The response must consist of the lines from the one holding "Image resolution: width=1181" through the final line of the entries, given again exactly and without any pictures.

= Pixel coordinate grounding data =
┄┄┄┄┄┄
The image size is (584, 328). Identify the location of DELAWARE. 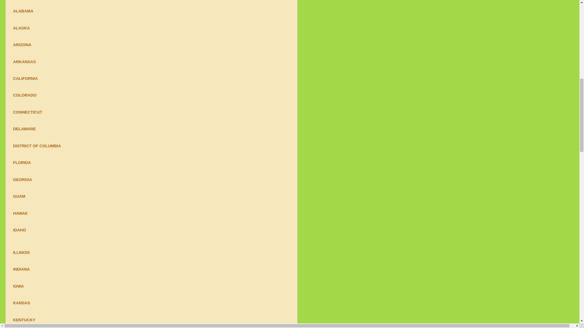
(24, 129).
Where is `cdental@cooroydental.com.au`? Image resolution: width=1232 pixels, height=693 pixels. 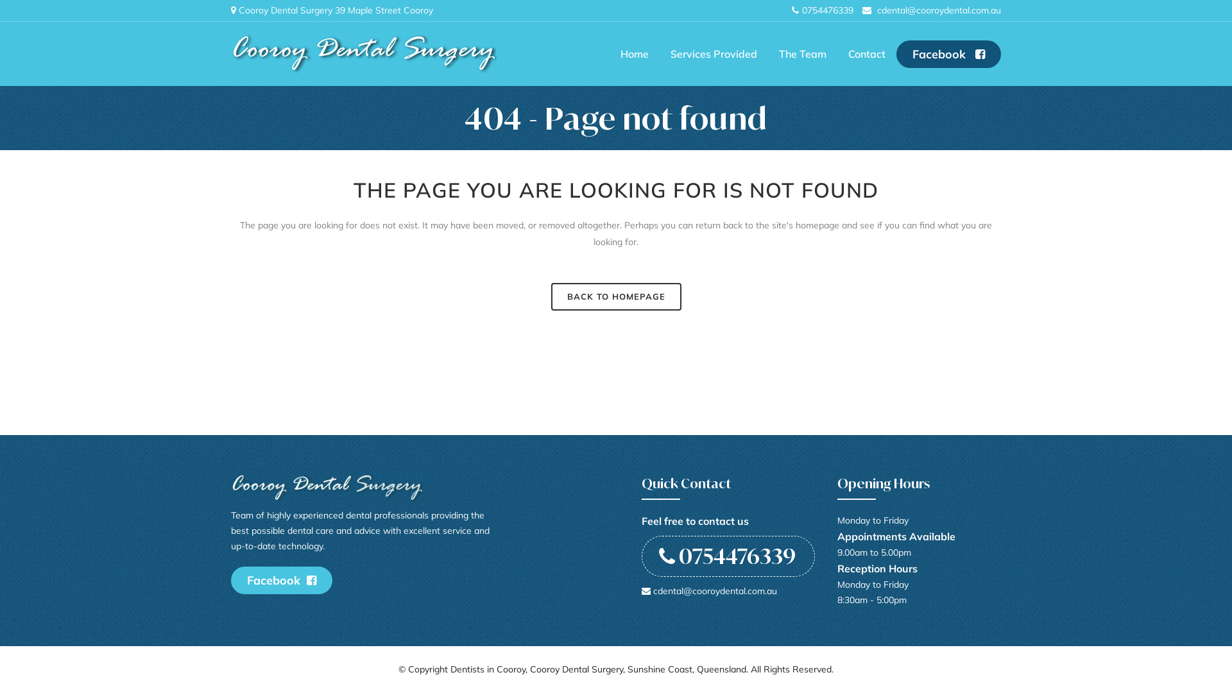
cdental@cooroydental.com.au is located at coordinates (710, 591).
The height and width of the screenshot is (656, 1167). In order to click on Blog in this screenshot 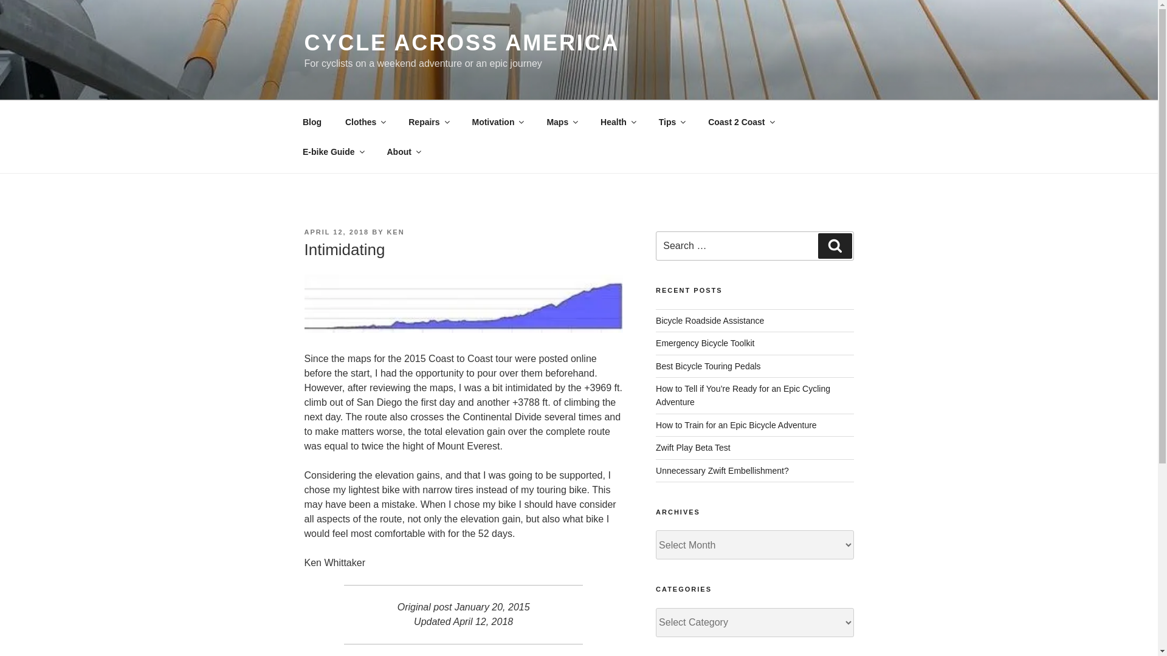, I will do `click(311, 122)`.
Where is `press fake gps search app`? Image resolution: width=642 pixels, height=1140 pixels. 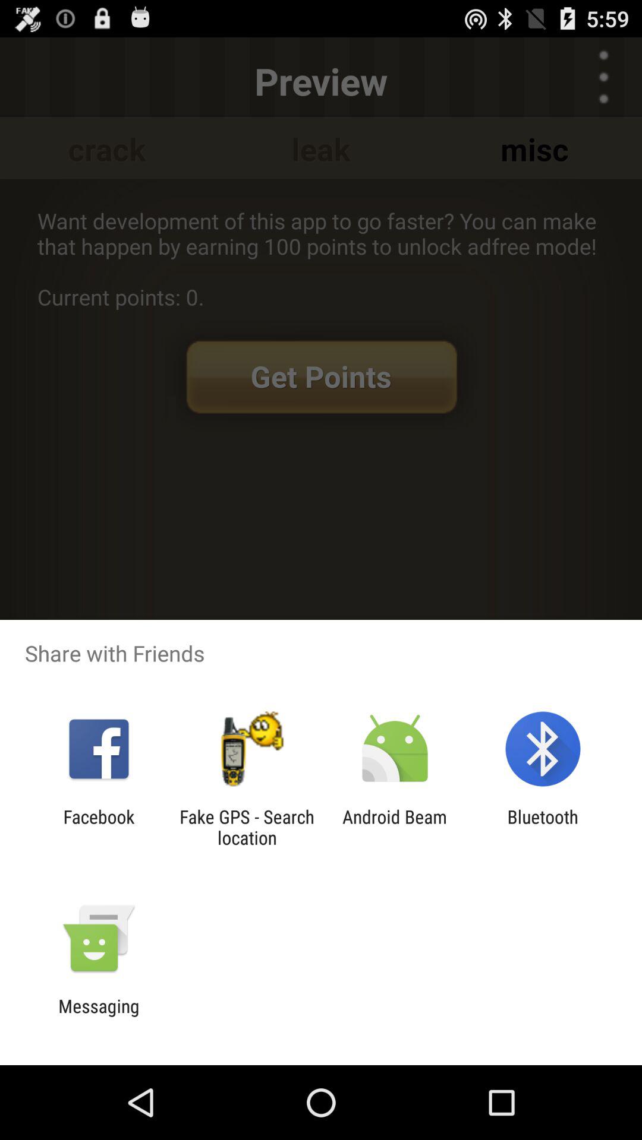 press fake gps search app is located at coordinates (247, 827).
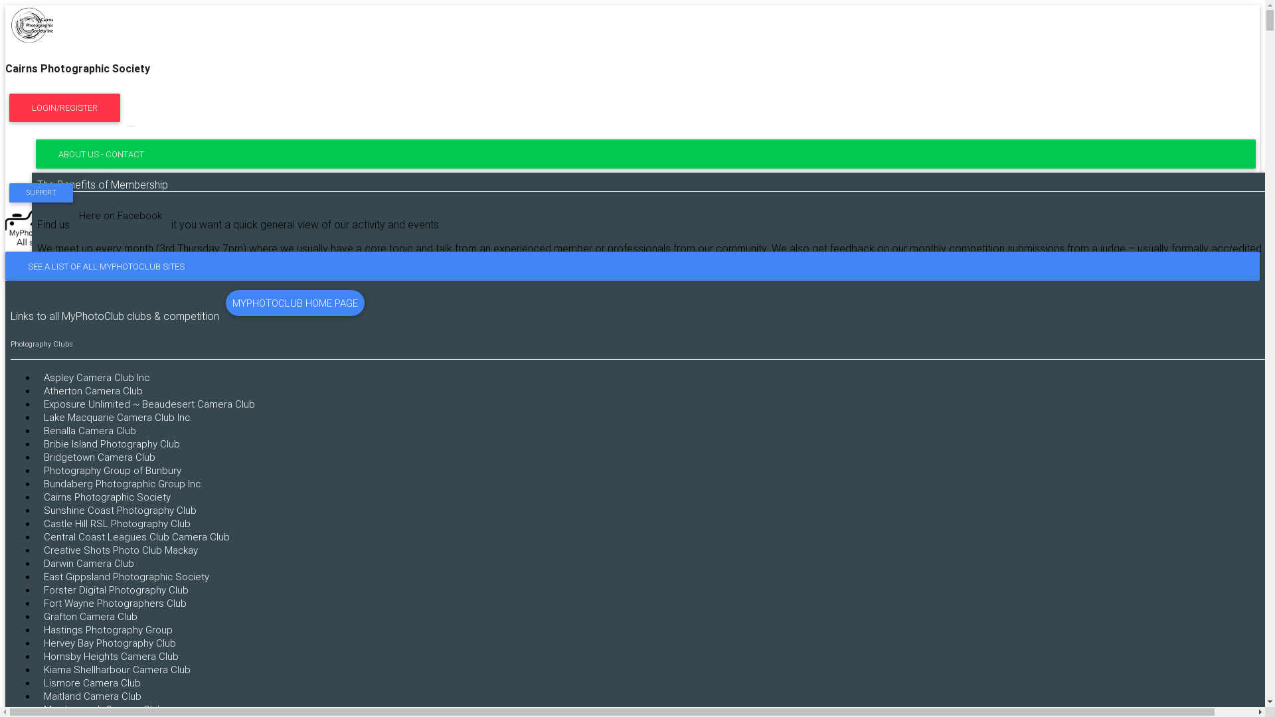 The height and width of the screenshot is (717, 1275). What do you see at coordinates (116, 590) in the screenshot?
I see `Forster Digital Photography Club` at bounding box center [116, 590].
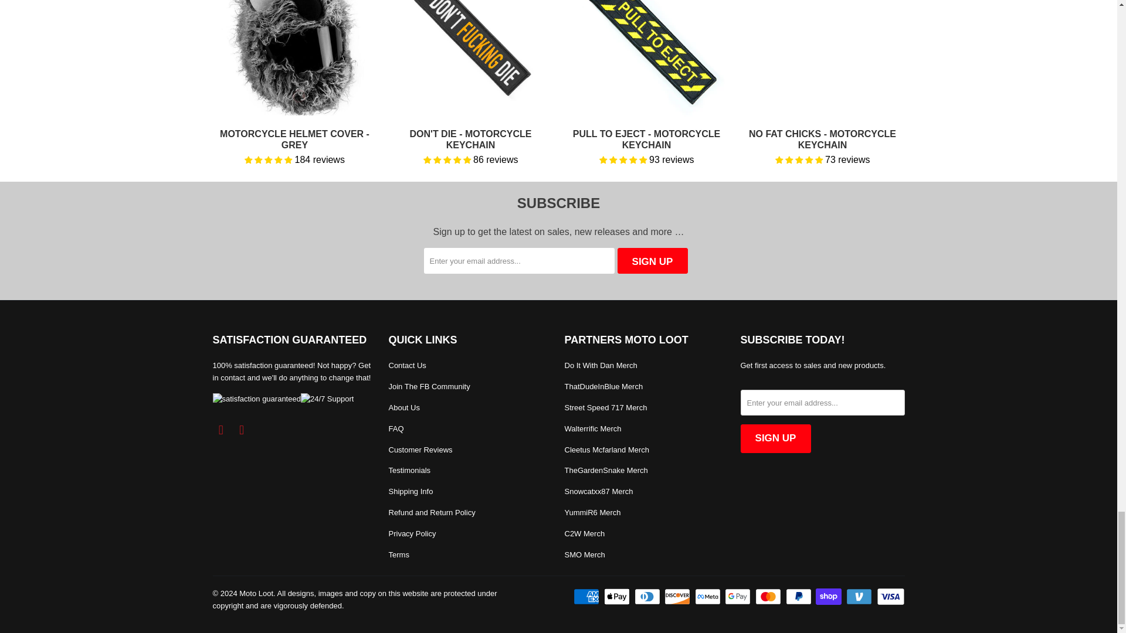  Describe the element at coordinates (775, 439) in the screenshot. I see `Sign Up` at that location.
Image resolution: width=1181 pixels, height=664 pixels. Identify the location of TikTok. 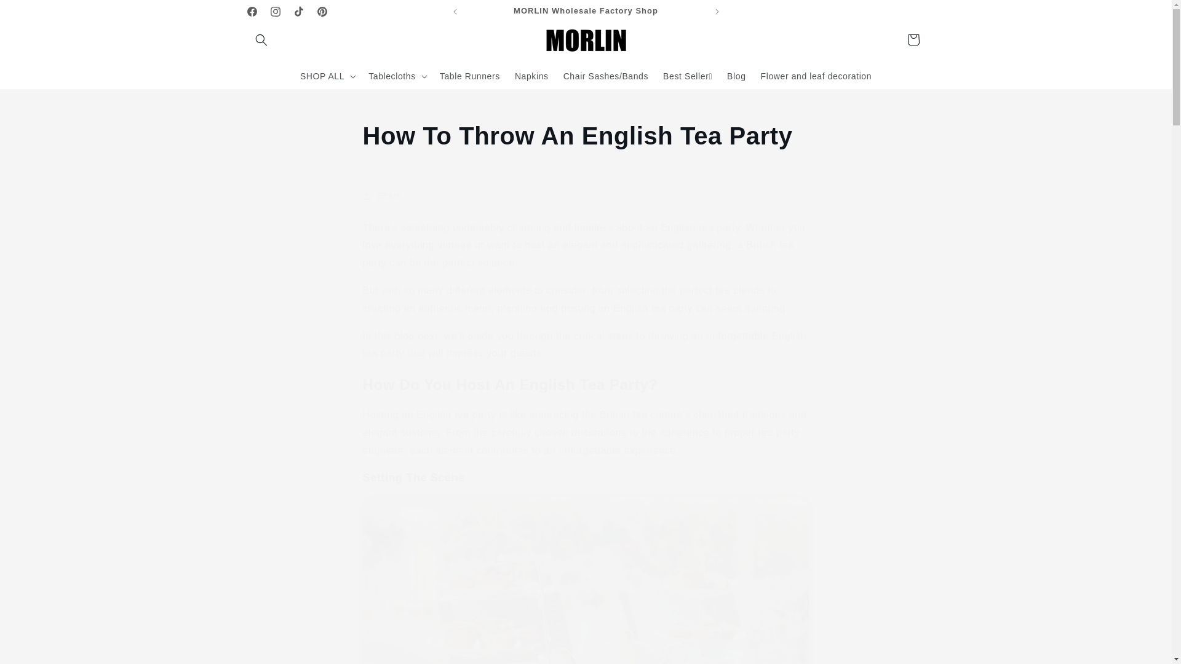
(298, 11).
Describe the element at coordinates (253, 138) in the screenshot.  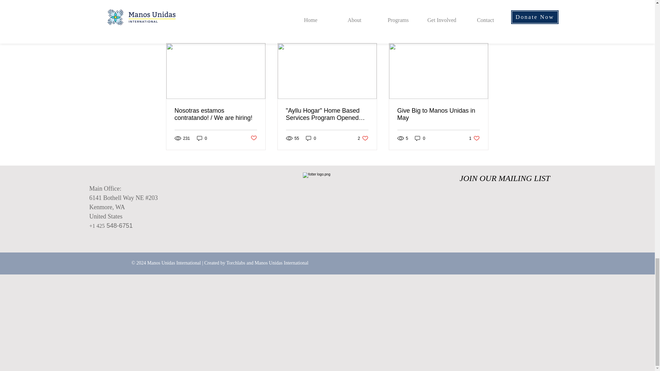
I see `Post not marked as liked` at that location.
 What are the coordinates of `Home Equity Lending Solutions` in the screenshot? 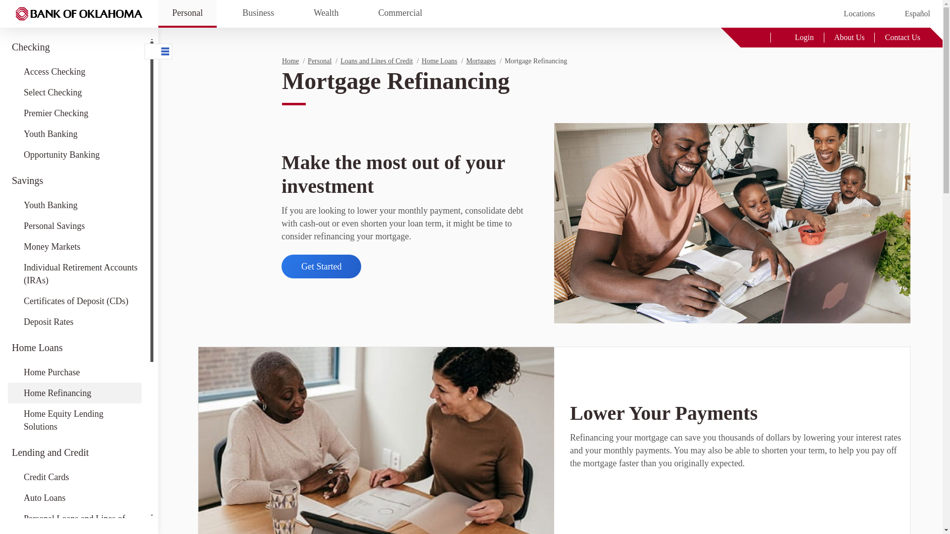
┄┄┄┄┄┄
= Result for this exercise =
Image resolution: width=1181 pixels, height=664 pixels. Identify the location of TikTok. 
(298, 11).
Describe the element at coordinates (253, 138) in the screenshot.  
I see `Post not marked as liked` at that location.
 What are the coordinates of `Home Equity Lending Solutions` in the screenshot? 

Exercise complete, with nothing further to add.